Abstract
Among native historians of Afghanistan, Fayz Muhammad is a towering figure, yet one whose work is almost unknown outside that country. In part, this is due to the efforts made by the amir of Afghanistan, Aman Allah Khan (r. 1919-1929), to suppress his work. Partly his obscurity rises from the fact that much of his writing remains in manuscript and Afghanistan has been anything but hospitable in recent decades to research in its libraries and archives. Finally, the failure to appreciate Fayz Muhammad’s opus is simply because outside Afghanistan the country’s history, if anyone thinks of it at all, has been understood to be merely a byproduct of English, Russian, and American imperial history. The sources on Afghan history used by generation after generation of Euro-American scholars have been overwhelmingly British and European. Afghan historians in general and Fayz Muhammad in particular are rarely, if ever, turned to for information on the country’s own story of its past.
This paper will begin the introduction to Fayz Muhammad’s significance in Afghan historiography, particularly his massive chronicling of Afghan history for the period 1747-1925. It will give a précis of his life, education, and career; examine the different contexts within which he wrote; sketch his techniques and methodologies; describe his self-awareness of his role as historian and his personal grievances, repeatedly expressed, that relate to being a member of a religious and ethnic minority. He wrote his magnum opus, Siraj al-tawarikh (Lamp of Histories) under various conditions ranging from being under tight court control to being completely unsupervised and free to write what he pleased. His sources were multiple but he relied on the massive archival material found in the Royal Arg. Oral sources were acceptable if backed by documentary evidence. The presentation will sketch the uncertain and winding journey of his manuscript of the Siraj to its publication.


> _Task instructions_
Return all lines of the records that contain the word "canvas".
====
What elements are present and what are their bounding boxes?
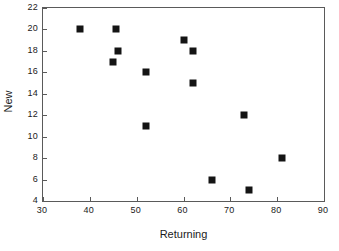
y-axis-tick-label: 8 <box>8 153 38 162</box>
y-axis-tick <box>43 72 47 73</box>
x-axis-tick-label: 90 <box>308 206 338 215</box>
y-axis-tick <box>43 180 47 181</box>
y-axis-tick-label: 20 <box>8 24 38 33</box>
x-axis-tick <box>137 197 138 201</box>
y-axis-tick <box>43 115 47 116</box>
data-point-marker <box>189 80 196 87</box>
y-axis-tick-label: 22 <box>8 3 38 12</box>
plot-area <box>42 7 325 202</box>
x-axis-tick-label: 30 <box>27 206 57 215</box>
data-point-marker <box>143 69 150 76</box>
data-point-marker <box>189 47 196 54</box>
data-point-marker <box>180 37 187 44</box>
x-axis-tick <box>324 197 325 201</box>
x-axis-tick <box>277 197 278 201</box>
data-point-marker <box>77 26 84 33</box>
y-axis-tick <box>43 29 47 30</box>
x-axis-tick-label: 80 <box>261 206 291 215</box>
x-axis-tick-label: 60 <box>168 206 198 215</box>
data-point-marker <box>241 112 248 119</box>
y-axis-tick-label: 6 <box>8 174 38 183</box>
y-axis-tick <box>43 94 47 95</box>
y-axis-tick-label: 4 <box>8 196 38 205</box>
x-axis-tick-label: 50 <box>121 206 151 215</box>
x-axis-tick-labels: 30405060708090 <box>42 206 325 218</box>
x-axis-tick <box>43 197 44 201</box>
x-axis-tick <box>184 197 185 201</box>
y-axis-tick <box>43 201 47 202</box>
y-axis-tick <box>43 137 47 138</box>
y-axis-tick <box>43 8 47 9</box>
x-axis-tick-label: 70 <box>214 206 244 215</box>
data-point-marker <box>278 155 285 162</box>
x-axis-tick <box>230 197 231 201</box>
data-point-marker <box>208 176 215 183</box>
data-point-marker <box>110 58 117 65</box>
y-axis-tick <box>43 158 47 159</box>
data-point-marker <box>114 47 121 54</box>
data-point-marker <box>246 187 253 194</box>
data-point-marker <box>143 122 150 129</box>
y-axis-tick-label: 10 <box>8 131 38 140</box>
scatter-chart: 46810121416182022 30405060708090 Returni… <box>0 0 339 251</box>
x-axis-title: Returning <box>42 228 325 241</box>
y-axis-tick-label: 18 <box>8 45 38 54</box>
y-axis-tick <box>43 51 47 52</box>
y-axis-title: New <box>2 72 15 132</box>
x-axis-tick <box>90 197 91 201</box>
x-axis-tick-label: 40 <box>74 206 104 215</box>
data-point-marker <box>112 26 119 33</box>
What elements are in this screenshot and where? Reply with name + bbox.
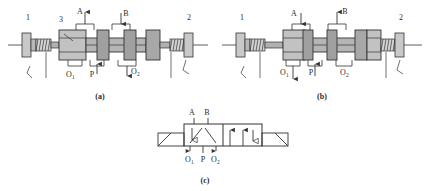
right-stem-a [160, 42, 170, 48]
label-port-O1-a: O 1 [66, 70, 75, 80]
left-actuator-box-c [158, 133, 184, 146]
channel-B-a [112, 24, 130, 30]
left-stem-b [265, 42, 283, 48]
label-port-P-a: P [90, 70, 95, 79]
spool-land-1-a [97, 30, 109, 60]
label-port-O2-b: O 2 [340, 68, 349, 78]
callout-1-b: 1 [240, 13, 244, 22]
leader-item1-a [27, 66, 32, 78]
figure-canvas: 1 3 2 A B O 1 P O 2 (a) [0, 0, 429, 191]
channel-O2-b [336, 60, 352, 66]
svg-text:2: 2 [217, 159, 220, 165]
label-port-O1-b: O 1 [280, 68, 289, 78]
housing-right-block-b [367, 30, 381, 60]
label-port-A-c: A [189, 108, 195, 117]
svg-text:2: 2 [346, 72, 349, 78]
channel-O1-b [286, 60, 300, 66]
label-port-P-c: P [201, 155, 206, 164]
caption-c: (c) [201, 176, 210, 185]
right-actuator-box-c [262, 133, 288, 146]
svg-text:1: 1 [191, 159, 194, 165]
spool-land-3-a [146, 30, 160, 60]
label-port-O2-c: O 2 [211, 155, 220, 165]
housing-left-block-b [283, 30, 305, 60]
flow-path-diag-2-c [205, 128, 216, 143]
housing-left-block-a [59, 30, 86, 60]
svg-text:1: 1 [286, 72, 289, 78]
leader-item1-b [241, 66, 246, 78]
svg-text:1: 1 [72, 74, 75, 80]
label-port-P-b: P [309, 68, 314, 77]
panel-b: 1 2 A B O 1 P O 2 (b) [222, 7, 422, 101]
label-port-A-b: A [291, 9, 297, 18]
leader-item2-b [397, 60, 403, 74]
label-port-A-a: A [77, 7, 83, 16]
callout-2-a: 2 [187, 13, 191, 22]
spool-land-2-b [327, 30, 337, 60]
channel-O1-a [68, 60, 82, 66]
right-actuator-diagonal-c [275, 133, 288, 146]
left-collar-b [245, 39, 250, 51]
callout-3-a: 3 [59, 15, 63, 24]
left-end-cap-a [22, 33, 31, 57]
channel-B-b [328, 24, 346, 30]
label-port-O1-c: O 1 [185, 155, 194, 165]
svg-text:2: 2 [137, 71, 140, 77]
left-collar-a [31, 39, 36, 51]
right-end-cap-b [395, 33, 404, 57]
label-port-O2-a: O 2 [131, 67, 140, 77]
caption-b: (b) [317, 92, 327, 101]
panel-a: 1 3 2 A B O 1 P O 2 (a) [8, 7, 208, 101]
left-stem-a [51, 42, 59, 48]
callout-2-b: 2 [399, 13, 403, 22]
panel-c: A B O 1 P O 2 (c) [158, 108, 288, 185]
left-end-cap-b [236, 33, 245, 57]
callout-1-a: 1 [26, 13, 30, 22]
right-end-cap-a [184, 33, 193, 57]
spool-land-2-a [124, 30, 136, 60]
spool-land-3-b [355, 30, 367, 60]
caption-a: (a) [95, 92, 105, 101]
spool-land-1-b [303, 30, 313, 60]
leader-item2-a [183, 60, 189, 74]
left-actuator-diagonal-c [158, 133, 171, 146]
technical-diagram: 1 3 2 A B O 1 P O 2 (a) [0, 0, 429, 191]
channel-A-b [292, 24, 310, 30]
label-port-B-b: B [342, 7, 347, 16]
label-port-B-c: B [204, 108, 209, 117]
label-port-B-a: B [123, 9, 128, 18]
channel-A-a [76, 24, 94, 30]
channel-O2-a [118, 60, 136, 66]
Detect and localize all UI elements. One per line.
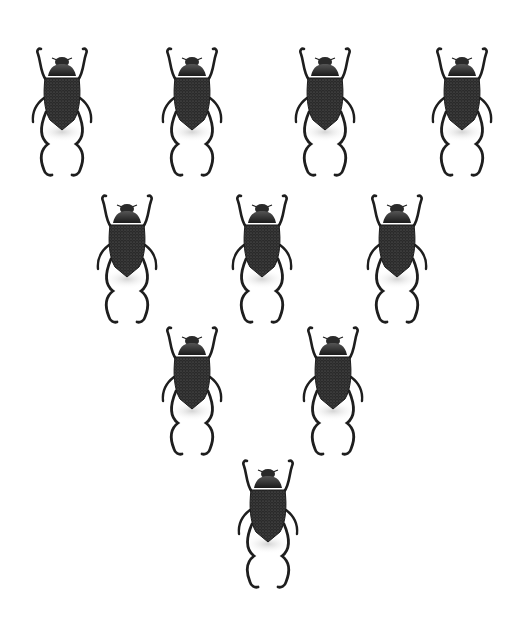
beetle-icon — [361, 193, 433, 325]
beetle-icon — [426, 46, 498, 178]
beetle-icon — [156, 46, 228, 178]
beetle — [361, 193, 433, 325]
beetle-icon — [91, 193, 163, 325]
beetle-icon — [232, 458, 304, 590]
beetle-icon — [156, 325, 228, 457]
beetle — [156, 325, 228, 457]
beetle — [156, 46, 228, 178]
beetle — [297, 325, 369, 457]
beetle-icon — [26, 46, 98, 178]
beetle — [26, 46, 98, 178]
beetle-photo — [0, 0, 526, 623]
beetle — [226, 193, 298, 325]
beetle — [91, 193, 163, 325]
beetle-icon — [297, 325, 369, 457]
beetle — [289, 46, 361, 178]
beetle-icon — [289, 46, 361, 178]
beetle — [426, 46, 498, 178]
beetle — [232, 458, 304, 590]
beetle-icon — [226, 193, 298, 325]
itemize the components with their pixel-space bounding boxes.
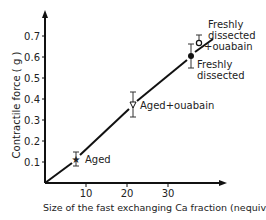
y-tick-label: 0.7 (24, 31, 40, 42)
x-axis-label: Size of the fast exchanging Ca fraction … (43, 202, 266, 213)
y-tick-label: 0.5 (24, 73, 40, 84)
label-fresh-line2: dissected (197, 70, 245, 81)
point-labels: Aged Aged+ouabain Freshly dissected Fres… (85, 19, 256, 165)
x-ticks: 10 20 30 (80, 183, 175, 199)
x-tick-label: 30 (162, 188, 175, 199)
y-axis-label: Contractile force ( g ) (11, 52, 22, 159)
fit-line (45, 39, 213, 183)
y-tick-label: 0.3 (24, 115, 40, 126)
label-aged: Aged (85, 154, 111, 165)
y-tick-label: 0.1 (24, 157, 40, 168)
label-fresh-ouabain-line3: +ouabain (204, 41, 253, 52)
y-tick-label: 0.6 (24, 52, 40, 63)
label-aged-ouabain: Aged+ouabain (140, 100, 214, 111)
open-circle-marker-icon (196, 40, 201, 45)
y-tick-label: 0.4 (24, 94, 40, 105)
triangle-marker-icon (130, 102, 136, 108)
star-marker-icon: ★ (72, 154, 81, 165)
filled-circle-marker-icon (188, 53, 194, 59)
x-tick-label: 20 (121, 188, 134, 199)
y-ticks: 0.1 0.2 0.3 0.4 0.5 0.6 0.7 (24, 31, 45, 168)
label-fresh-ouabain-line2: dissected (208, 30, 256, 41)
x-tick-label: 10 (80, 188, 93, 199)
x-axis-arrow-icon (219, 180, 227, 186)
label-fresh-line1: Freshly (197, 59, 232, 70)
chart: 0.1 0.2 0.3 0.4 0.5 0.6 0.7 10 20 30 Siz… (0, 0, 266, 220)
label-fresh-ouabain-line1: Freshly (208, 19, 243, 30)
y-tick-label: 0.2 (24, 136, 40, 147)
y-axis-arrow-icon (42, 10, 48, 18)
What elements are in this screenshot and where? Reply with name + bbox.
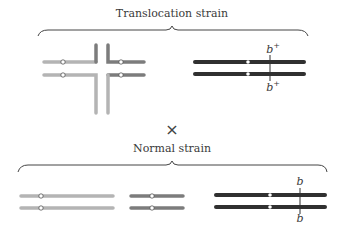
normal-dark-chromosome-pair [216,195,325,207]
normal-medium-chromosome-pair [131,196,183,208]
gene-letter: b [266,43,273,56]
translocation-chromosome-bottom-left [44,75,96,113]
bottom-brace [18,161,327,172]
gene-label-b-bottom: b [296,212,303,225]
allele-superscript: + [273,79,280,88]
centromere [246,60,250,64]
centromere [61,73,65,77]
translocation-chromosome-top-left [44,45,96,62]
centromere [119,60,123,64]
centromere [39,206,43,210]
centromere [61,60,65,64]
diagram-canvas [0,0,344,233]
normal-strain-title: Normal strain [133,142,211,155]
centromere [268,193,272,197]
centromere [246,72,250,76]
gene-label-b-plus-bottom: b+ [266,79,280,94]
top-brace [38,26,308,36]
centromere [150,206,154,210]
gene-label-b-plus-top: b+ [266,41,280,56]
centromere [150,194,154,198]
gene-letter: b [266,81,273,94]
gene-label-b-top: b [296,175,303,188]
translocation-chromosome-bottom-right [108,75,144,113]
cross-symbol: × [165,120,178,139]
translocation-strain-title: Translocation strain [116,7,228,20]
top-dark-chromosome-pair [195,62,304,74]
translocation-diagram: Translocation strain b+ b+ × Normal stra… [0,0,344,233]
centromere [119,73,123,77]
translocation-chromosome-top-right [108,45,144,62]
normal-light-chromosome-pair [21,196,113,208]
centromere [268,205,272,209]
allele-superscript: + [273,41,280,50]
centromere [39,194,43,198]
====
> _Solution to this exercise_
figure-canvas: 1 3 2 A B O 1 P O 2 (a) [0, 0, 429, 191]
diagram-canvas [0,0,344,233]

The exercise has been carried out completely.